David Needham
One of our goals today was to find and sample a large phytoplankton bloom to study phytoplankton and bacterial associations. Although blooms often occur in the spring, they can be hard to predict, and the ocean doesn’t give its secrets away easily! Fortunately, we identified a large bloom using observations from satellite chlorophyll sensors in space and measurements of fluorescence taken with the ship. The bloom covered a large region of the ocean and was about 50 times the typical chlorophyll values for the region and about 10 times the current levels of the surrounding waters (in the bloom the chlorophyll level was 20 micrograms per liter). Charmaine Yung, our co-chief scientist, will assess the phytoplankton and bacteria in the samples collected in the bloom. She is in the process of trying to culture them as well.

Today we had a second successful dive with the ROV Doc Ricketts. On this dive to 3,600 meters, we retrieved the seafloor incubation experiments set out by Maria Hamilton the day before, and collected 20-centimeter-long sediment cores for Rachel Harbeitner Clark’s research. With many cores coming on board at once, many members of the science team pitched in to help process these cores, getting muddy in the process. Each core was photographed, and then samples were taken for microbiology and geochemistry analyses. Researchers will identify the active microbial communities within the cores (via the microbes’ DNA) and determine the substrates that fuel their growth. While the microbes’ primary source of energy is exported from the surface ocean over three kilometers away, thankfully, we researchers aren’t that far from our food source; meals on board the ship have been excellent.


YOUR TASK | Copy the data that follows, character for character, minus the pictures.

[Data excerpts]
((
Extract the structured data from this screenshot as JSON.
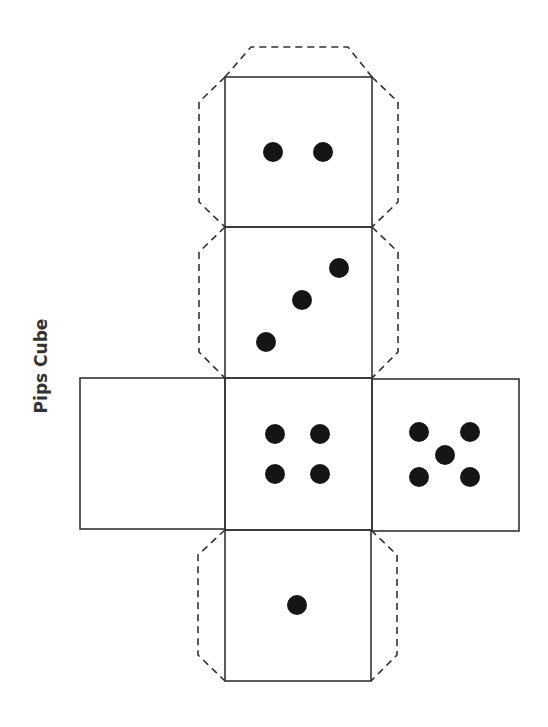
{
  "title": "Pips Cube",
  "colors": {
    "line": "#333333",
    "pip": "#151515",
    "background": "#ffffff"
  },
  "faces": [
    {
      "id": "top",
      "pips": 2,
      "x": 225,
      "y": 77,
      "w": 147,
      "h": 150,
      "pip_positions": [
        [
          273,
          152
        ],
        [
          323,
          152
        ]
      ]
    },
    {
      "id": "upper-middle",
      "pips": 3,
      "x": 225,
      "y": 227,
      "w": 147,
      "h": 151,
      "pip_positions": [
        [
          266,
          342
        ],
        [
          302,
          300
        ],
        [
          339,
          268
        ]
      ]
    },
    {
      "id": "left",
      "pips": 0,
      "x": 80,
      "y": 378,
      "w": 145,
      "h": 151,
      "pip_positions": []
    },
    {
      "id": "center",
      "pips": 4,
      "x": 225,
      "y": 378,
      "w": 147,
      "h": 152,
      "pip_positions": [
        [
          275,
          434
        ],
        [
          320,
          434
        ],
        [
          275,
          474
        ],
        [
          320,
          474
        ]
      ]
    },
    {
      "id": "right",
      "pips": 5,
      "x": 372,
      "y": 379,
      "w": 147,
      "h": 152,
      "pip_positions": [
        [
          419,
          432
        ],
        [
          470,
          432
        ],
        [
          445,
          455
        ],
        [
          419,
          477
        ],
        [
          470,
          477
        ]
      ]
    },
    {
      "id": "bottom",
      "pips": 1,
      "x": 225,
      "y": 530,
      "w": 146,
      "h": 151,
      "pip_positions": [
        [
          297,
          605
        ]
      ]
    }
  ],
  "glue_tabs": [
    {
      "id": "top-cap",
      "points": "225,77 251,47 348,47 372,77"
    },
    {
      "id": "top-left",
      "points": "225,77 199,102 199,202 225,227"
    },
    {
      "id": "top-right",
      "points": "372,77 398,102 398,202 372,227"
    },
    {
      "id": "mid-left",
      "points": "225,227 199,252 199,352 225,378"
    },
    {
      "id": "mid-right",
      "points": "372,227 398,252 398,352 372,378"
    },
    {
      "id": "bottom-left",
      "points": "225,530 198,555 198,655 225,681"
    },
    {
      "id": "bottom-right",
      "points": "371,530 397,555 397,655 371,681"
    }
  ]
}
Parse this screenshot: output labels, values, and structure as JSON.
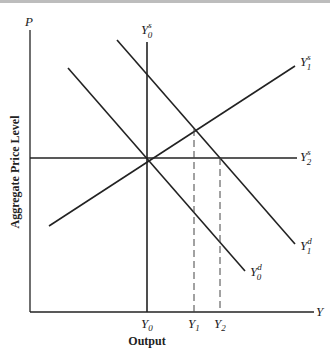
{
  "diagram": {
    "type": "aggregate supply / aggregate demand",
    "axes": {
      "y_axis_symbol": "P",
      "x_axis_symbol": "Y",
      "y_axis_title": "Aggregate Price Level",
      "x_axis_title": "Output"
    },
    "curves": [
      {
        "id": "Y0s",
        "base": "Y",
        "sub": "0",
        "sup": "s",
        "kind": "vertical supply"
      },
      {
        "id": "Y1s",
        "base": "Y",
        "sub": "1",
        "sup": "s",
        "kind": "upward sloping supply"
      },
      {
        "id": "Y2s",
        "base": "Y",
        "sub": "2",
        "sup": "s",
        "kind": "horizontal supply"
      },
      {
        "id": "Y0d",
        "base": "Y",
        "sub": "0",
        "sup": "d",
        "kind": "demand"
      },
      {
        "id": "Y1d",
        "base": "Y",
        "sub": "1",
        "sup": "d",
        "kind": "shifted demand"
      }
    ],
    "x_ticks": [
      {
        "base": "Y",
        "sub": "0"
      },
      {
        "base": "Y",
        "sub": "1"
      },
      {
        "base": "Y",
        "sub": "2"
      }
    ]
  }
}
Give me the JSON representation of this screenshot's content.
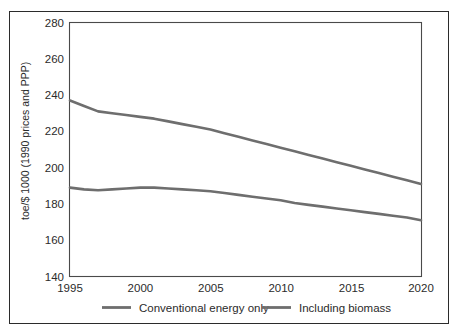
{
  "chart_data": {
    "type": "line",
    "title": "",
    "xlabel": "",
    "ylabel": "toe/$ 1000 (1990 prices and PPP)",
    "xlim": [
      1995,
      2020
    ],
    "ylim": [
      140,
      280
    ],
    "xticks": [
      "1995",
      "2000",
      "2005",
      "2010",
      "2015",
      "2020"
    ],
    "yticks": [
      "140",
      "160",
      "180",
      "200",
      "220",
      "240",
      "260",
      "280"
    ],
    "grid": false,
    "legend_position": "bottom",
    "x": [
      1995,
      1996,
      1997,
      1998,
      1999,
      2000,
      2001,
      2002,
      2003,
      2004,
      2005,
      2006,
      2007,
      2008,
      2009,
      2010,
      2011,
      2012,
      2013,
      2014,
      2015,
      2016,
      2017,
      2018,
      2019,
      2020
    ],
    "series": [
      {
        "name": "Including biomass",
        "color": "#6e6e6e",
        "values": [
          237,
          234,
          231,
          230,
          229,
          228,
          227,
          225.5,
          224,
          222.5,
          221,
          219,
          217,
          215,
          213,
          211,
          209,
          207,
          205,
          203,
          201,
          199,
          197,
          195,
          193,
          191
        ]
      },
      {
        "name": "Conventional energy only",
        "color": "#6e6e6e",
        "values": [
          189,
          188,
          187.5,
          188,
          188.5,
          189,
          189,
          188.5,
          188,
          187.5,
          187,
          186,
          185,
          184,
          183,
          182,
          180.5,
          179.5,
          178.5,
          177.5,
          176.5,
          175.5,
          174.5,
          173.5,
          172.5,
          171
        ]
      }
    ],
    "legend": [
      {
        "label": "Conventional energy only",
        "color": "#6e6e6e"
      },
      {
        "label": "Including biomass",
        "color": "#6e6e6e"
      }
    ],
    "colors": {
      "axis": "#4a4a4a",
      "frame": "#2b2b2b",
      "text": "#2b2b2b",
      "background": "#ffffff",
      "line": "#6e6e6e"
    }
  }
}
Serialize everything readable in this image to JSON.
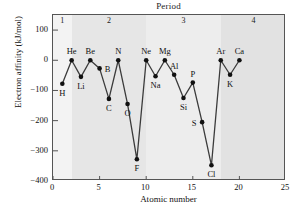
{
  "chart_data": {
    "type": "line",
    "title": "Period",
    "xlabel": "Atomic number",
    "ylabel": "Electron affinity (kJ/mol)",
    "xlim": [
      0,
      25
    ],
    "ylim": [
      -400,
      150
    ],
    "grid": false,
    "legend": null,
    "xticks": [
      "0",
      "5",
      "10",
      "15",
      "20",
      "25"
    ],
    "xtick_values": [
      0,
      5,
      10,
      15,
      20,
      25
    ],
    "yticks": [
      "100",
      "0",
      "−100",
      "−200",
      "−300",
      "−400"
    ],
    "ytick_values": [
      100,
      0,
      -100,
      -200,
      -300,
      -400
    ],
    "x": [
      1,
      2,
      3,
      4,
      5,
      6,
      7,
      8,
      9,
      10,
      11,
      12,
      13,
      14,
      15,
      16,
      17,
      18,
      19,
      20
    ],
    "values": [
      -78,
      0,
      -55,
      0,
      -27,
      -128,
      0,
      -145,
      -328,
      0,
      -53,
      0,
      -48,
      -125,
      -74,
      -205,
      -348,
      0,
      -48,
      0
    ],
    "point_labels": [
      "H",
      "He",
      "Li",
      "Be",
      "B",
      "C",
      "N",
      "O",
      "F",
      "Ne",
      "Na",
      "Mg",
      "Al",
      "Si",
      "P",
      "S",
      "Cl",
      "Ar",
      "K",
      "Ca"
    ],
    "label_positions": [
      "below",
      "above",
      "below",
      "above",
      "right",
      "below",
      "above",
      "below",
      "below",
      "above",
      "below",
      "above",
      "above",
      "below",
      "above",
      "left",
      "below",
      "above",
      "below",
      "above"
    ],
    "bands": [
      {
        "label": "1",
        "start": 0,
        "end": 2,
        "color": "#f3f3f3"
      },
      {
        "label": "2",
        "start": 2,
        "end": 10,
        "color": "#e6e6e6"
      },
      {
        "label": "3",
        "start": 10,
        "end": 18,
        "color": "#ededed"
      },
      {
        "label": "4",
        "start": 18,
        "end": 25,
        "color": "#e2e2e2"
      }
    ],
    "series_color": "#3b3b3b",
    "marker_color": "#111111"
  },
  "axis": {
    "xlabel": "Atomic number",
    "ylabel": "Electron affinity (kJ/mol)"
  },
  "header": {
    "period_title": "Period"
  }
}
))
RESULT FOR THIS EXERCISE |
Extract the structured data from this screenshot as JSON.
{
  "title": "Pips Cube",
  "colors": {
    "line": "#333333",
    "pip": "#151515",
    "background": "#ffffff"
  },
  "faces": [
    {
      "id": "top",
      "pips": 2,
      "x": 225,
      "y": 77,
      "w": 147,
      "h": 150,
      "pip_positions": [
        [
          273,
          152
        ],
        [
          323,
          152
        ]
      ]
    },
    {
      "id": "upper-middle",
      "pips": 3,
      "x": 225,
      "y": 227,
      "w": 147,
      "h": 151,
      "pip_positions": [
        [
          266,
          342
        ],
        [
          302,
          300
        ],
        [
          339,
          268
        ]
      ]
    },
    {
      "id": "left",
      "pips": 0,
      "x": 80,
      "y": 378,
      "w": 145,
      "h": 151,
      "pip_positions": []
    },
    {
      "id": "center",
      "pips": 4,
      "x": 225,
      "y": 378,
      "w": 147,
      "h": 152,
      "pip_positions": [
        [
          275,
          434
        ],
        [
          320,
          434
        ],
        [
          275,
          474
        ],
        [
          320,
          474
        ]
      ]
    },
    {
      "id": "right",
      "pips": 5,
      "x": 372,
      "y": 379,
      "w": 147,
      "h": 152,
      "pip_positions": [
        [
          419,
          432
        ],
        [
          470,
          432
        ],
        [
          445,
          455
        ],
        [
          419,
          477
        ],
        [
          470,
          477
        ]
      ]
    },
    {
      "id": "bottom",
      "pips": 1,
      "x": 225,
      "y": 530,
      "w": 146,
      "h": 151,
      "pip_positions": [
        [
          297,
          605
        ]
      ]
    }
  ],
  "glue_tabs": [
    {
      "id": "top-cap",
      "points": "225,77 251,47 348,47 372,77"
    },
    {
      "id": "top-left",
      "points": "225,77 199,102 199,202 225,227"
    },
    {
      "id": "top-right",
      "points": "372,77 398,102 398,202 372,227"
    },
    {
      "id": "mid-left",
      "points": "225,227 199,252 199,352 225,378"
    },
    {
      "id": "mid-right",
      "points": "372,227 398,252 398,352 372,378"
    },
    {
      "id": "bottom-left",
      "points": "225,530 198,555 198,655 225,681"
    },
    {
      "id": "bottom-right",
      "points": "371,530 397,555 397,655 371,681"
    }
  ]
}
Parse this screenshot: output labels, values, and structure as JSON.
{
  "diagram": {
    "type": "aggregate supply / aggregate demand",
    "axes": {
      "y_axis_symbol": "P",
      "x_axis_symbol": "Y",
      "y_axis_title": "Aggregate Price Level",
      "x_axis_title": "Output"
    },
    "curves": [
      {
        "id": "Y0s",
        "base": "Y",
        "sub": "0",
        "sup": "s",
        "kind": "vertical supply"
      },
      {
        "id": "Y1s",
        "base": "Y",
        "sub": "1",
        "sup": "s",
        "kind": "upward sloping supply"
      },
      {
        "id": "Y2s",
        "base": "Y",
        "sub": "2",
        "sup": "s",
        "kind": "horizontal supply"
      },
      {
        "id": "Y0d",
        "base": "Y",
        "sub": "0",
        "sup": "d",
        "kind": "demand"
      },
      {
        "id": "Y1d",
        "base": "Y",
        "sub": "1",
        "sup": "d",
        "kind": "shifted demand"
      }
    ],
    "x_ticks": [
      {
        "base": "Y",
        "sub": "0"
      },
      {
        "base": "Y",
        "sub": "1"
      },
      {
        "base": "Y",
        "sub": "2"
      }
    ]
  }
}
Give me the JSON representation of this screenshot's content.
{
  "chart_data": {
    "type": "line",
    "title": "",
    "xlabel": "",
    "ylabel": "toe/$ 1000 (1990 prices and PPP)",
    "xlim": [
      1995,
      2020
    ],
    "ylim": [
      140,
      280
    ],
    "xticks": [
      "1995",
      "2000",
      "2005",
      "2010",
      "2015",
      "2020"
    ],
    "yticks": [
      "140",
      "160",
      "180",
      "200",
      "220",
      "240",
      "260",
      "280"
    ],
    "grid": false,
    "legend_position": "bottom",
    "x": [
      1995,
      1996,
      1997,
      1998,
      1999,
      2000,
      2001,
      2002,
      2003,
      2004,
      2005,
      2006,
      2007,
      2008,
      2009,
      2010,
      2011,
      2012,
      2013,
      2014,
      2015,
      2016,
      2017,
      2018,
      2019,
      2020
    ],
    "series": [
      {
        "name": "Including biomass",
        "color": "#6e6e6e",
        "values": [
          237,
          234,
          231,
          230,
          229,
          228,
          227,
          225.5,
          224,
          222.5,
          221,
          219,
          217,
          215,
          213,
          211,
          209,
          207,
          205,
          203,
          201,
          199,
          197,
          195,
          193,
          191
        ]
      },
      {
        "name": "Conventional energy only",
        "color": "#6e6e6e",
        "values": [
          189,
          188,
          187.5,
          188,
          188.5,
          189,
          189,
          188.5,
          188,
          187.5,
          187,
          186,
          185,
          184,
          183,
          182,
          180.5,
          179.5,
          178.5,
          177.5,
          176.5,
          175.5,
          174.5,
          173.5,
          172.5,
          171
        ]
      }
    ],
    "legend": [
      {
        "label": "Conventional energy only",
        "color": "#6e6e6e"
      },
      {
        "label": "Including biomass",
        "color": "#6e6e6e"
      }
    ],
    "colors": {
      "axis": "#4a4a4a",
      "frame": "#2b2b2b",
      "text": "#2b2b2b",
      "background": "#ffffff",
      "line": "#6e6e6e"
    }
  }
}
Serialize everything readable in this image to JSON.
{
  "chart_data": {
    "type": "line",
    "title": "Period",
    "xlabel": "Atomic number",
    "ylabel": "Electron affinity (kJ/mol)",
    "xlim": [
      0,
      25
    ],
    "ylim": [
      -400,
      150
    ],
    "grid": false,
    "legend": null,
    "xticks": [
      "0",
      "5",
      "10",
      "15",
      "20",
      "25"
    ],
    "xtick_values": [
      0,
      5,
      10,
      15,
      20,
      25
    ],
    "yticks": [
      "100",
      "0",
      "−100",
      "−200",
      "−300",
      "−400"
    ],
    "ytick_values": [
      100,
      0,
      -100,
      -200,
      -300,
      -400
    ],
    "x": [
      1,
      2,
      3,
      4,
      5,
      6,
      7,
      8,
      9,
      10,
      11,
      12,
      13,
      14,
      15,
      16,
      17,
      18,
      19,
      20
    ],
    "values": [
      -78,
      0,
      -55,
      0,
      -27,
      -128,
      0,
      -145,
      -328,
      0,
      -53,
      0,
      -48,
      -125,
      -74,
      -205,
      -348,
      0,
      -48,
      0
    ],
    "point_labels": [
      "H",
      "He",
      "Li",
      "Be",
      "B",
      "C",
      "N",
      "O",
      "F",
      "Ne",
      "Na",
      "Mg",
      "Al",
      "Si",
      "P",
      "S",
      "Cl",
      "Ar",
      "K",
      "Ca"
    ],
    "label_positions": [
      "below",
      "above",
      "below",
      "above",
      "right",
      "below",
      "above",
      "below",
      "below",
      "above",
      "below",
      "above",
      "above",
      "below",
      "above",
      "left",
      "below",
      "above",
      "below",
      "above"
    ],
    "bands": [
      {
        "label": "1",
        "start": 0,
        "end": 2,
        "color": "#f3f3f3"
      },
      {
        "label": "2",
        "start": 2,
        "end": 10,
        "color": "#e6e6e6"
      },
      {
        "label": "3",
        "start": 10,
        "end": 18,
        "color": "#ededed"
      },
      {
        "label": "4",
        "start": 18,
        "end": 25,
        "color": "#e2e2e2"
      }
    ],
    "series_color": "#3b3b3b",
    "marker_color": "#111111"
  },
  "axis": {
    "xlabel": "Atomic number",
    "ylabel": "Electron affinity (kJ/mol)"
  },
  "header": {
    "period_title": "Period"
  }
}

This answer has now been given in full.